In this case, Hollywood is shown as a version of the American dream, a fantasy
of idolatry, fame, cinematic immortality, wealth, perfection, glamor, and sex
appeal. The film speaks to the disposable nature of the Hollywood machine,
which consumes, chews up, and discards people like a monstrous force. It is
also concerned with the negative effect of turning women into stars. Obsessed
with beauty, unable to grow old, retire, or give up her incessant
self-mythologizing Norma Desmond is both a perpetrator and victim.
Sunset Boulevard is perhaps Billy Wilder’s finest work. It was
nominated for 11 Academy Awards and won three.
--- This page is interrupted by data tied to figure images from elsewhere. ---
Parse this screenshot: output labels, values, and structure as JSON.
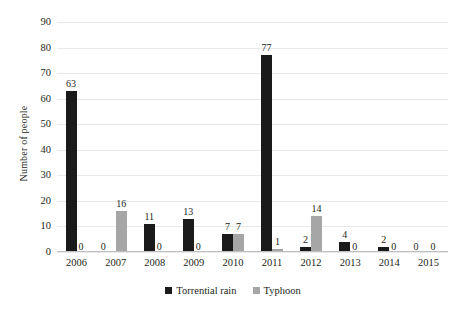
{
  "chart_data": {
    "type": "bar",
    "title": "",
    "xlabel": "",
    "ylabel": "Number of people",
    "ylim": [
      0,
      90
    ],
    "ytick_step": 10,
    "yticks": [
      0,
      10,
      20,
      30,
      40,
      50,
      60,
      70,
      80,
      90
    ],
    "grid": true,
    "legend_position": "bottom",
    "categories": [
      "2006",
      "2007",
      "2008",
      "2009",
      "2010",
      "2011",
      "2012",
      "2013",
      "2014",
      "2015"
    ],
    "series": [
      {
        "name": "Torrential rain",
        "color": "#1a1a1a",
        "values": [
          63,
          0,
          11,
          13,
          7,
          77,
          2,
          4,
          2,
          0
        ]
      },
      {
        "name": "Typhoon",
        "color": "#a6a6a6",
        "values": [
          0,
          16,
          0,
          0,
          7,
          1,
          14,
          0,
          0,
          0
        ]
      }
    ],
    "data_labels": [
      [
        "63",
        "0"
      ],
      [
        "0",
        "16"
      ],
      [
        "11",
        "0"
      ],
      [
        "13",
        "0"
      ],
      [
        "7",
        "7"
      ],
      [
        "77",
        "1"
      ],
      [
        "2",
        "14"
      ],
      [
        "4",
        "0"
      ],
      [
        "2",
        "0"
      ],
      [
        "0",
        "0"
      ]
    ]
  },
  "legend": {
    "items": [
      {
        "label": "Torrential rain",
        "swatch": "rain"
      },
      {
        "label": "Typhoon",
        "swatch": "typ"
      }
    ]
  }
}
Barbara Stanwyck, star of Double Indemnity, famously kissed the
hem of Swanson’s skirt, while producer Louis B. Mayer raged at Wilder for
betraying Hollywood. He worked with some of his closest collaborators, including
cinematographer John F. Seitz. Art Director Hans Dreier came from German
studio UFA, where he worked on The
Scarlet Empress. When he moved to the U.S., he contributed to several noir
films, including Wilder’s Double
Indemnity. This was the last film that Wilder worked on with his long
running writer partner, Charles Brackett. I’ve heard that the reason they split
up after this film is because Brackett wanted it to be a comedy with a happy
ending for all. Instead, the sense of doom is overwhelming, claustrophobic.
Sunset Boulevard comes
with the highest possible recommendation and is both a classic noir and
American cinema. Available on special edition DVD and Blu-ray,
the best way to see it is in a theater, but take whatever you can get.
Seriously, if you haven’t seen it, you owe it to yourself.